The Western Wall and the plaza that abuts it have been the center of a years-long controversy pitting religious feminists and non-Orthodox denominations against the charedi Orthodox authority in charge of the site. The Western Wall Heritage Foundation essentially runs the best-known section of the wall as an Orthodox synagogue and uses fencing to maintain the separation of men and women that is standard during Orthodox worship.
Several journalists asserted that there was no reason to enforce the separation during a visit by an evangelical Christian like Pence.
“Factually incorrect to say that ‘keeping with Jewish tradition at the holy site, female journalists were placed behind a barrier,’” wrote journalist Noga Tarnopolsky, quoting the Jerusalem Post. “I have covered many visits; this was an aberrant first.”
Allison Kaplan Sommer wrote in Haaretz, “The justification for keeping the genders separate during the Pence visit was a weak one.” She noted that the site had been cleared of non-VIP visitors, and unlike during a previous visit by President Donald Trump’s daughter Ivanka and her husband Jared Kushner, who both are observant Jews, there was no reason to think that Pence or his wife Karen required separate-sex accommodations.
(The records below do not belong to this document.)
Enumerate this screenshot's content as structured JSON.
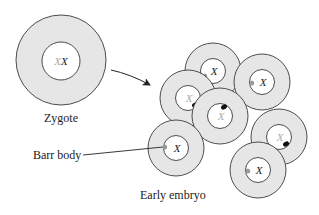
{
  "labels": {
    "zygote": "Zygote",
    "barr_body": "Barr body",
    "early_embryo": "Early embryo"
  },
  "colors": {
    "cytoplasm": "#e6e6e6",
    "nucleus": "#ffffff",
    "outline": "#3a3a3a",
    "active_x": "#222222",
    "inactive_x": "#aaaaaa",
    "barr_body_paternal": "#999999",
    "barr_body_maternal": "#111111"
  },
  "zygote": {
    "cx": 61,
    "cy": 60,
    "r_outer": 45,
    "r_inner": 20,
    "chromosomes": [
      {
        "text": "X",
        "color": "#aaaaaa"
      },
      {
        "text": "X",
        "color": "#222222"
      }
    ]
  },
  "embryo_cells": [
    {
      "id": "top",
      "cx": 213,
      "cy": 71,
      "x_text": "X",
      "x_color": "#222222",
      "barr": "gray",
      "barr_dx": -8,
      "barr_dy": 5
    },
    {
      "id": "upper-right",
      "cx": 262,
      "cy": 82,
      "x_text": "X",
      "x_color": "#222222",
      "barr": "gray",
      "barr_dx": -10,
      "barr_dy": 1
    },
    {
      "id": "left",
      "cx": 188,
      "cy": 98,
      "x_text": "X",
      "x_color": "#aaaaaa",
      "barr": "black",
      "barr_dx": 7,
      "barr_dy": 7
    },
    {
      "id": "center",
      "cx": 220,
      "cy": 116,
      "x_text": "X",
      "x_color": "#aaaaaa",
      "barr": "black",
      "barr_dx": 4,
      "barr_dy": -9
    },
    {
      "id": "right",
      "cx": 279,
      "cy": 137,
      "x_text": "X",
      "x_color": "#aaaaaa",
      "barr": "black",
      "barr_dx": 7,
      "barr_dy": 7
    },
    {
      "id": "lower-left",
      "cx": 176,
      "cy": 148,
      "x_text": "X",
      "x_color": "#222222",
      "barr": "gray",
      "barr_dx": -11,
      "barr_dy": -1
    },
    {
      "id": "bottom",
      "cx": 258,
      "cy": 170,
      "x_text": "X",
      "x_color": "#222222",
      "barr": "gray",
      "barr_dx": -10,
      "barr_dy": 1
    }
  ]
}
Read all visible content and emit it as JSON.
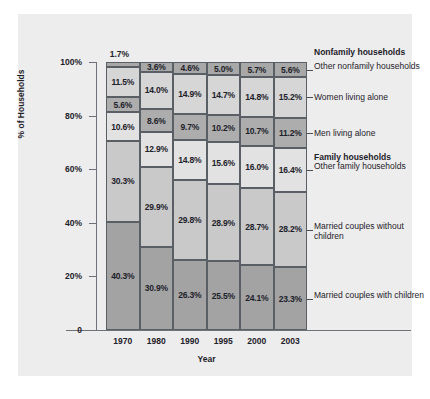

In another tweet, Schneider asked, “[N]o worshipers are here today so what’s the point in shoving us behind the fence?”
Nevertheless, the Western Wall Heritage Foundation defended its actions, telling Israeli’s Channel 10 that it had made an effort to grant “maximum accessibility” to journalists of both sexes and said it “rejected any attempt to divert the discussion away from the important and emotional visit of the U.S. vice president and his wife to the Western Wall.”
The dispute was magnified by a set-up that allowed male reporters and a temporary canopy to block the women’s view of Pence at the Wall. Tarnopolsky tweeted, “Our male colleagues are not saying a word. They are happy to stand in front of us blocking our view.” Only after the #PenceFence tweets started making the rounds did someone think to get the women chairs to stand on, and to remove the canopy.
“The incident was a last-minute public relations black eye that was utterly avoidable,” Kaplan Sommers wrote. “It seemed that the American embassy in Israel, which set up the press arrangements in cooperation with the rabbinical authorities at the Wall, had paid little attention to the grumbling of female journalists back in May, when U.S. President Donald Trump and his family visited the wall. During that visit, too, women and men, including journalists, were completely separated.”
Some activists compared the reporters’ plight to their own battles with the Wall’s charedi authorities.
“Today, senior women journalists from Israel and abroad were discriminated against,” Anat Hoffman, chairperson of Women of the Wall, wrote in a statement. Women of the Wall has fought a long legal battle to allow women to pray at the wall as they wish.
“Today, they’ve experienced first-hand what happens to a woman who challenges the ultra-Orthodox monopoly of the Western Wall,” Hoffman added. “Now they too know, that a woman who strives for gender equality in Israel has to bravely face the heart of discrimination at the center of gravity.”